We hope that our users already assume this, but to clarify, distributed.net will never, ever sell or otherwise distribute your email addresses. The only method for people to retrieve email addresses is via the stats database. We do not support spam, and we're very sorry that someone would use our services to spam people.
Jim Nasby
distributed.net Human Interface
Re: (Score:2)
Too late. (Score:2)
Deja(news) search (Score:2)
Re:Spam, the ultimate coders itch. (Score:2)

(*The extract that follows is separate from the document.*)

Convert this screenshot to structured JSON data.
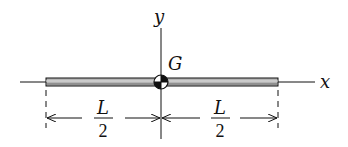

Take 'em to small claims (Score:2)
You've got a less than tiny chance that the idiots will blow off the court date (you would be supprised how many people do) and the court will almost certainly find in your favor as a result. You could win a lien against their bank account(s) or even physical assets.
At least that is how it works here in Wisconsin. YMMV. Of course if the SPAM originates from outside of the US, this won't work.
Thad
Re:/. effect as a source of good? (Score:2)
Re: (Score:2)
How to LART this spammer: (Score:3)
mx.icp.rssi.ru is an OPEN RELAY used by spammers to hide their tracks. Complain to postmaster@rssi.ru about it and send this spam to them, with full headers.
The spammer is hosted via intra.ru. Send mail to abuse@intra.ru and postmaster@intra.ru with the full headers and spam and say "You have a spammer on your system which is compromizing security and profits. Please remove."
Also, visit The Radparker Relay Spam Stopper [radparker.com] to block the relay on subscribed systems.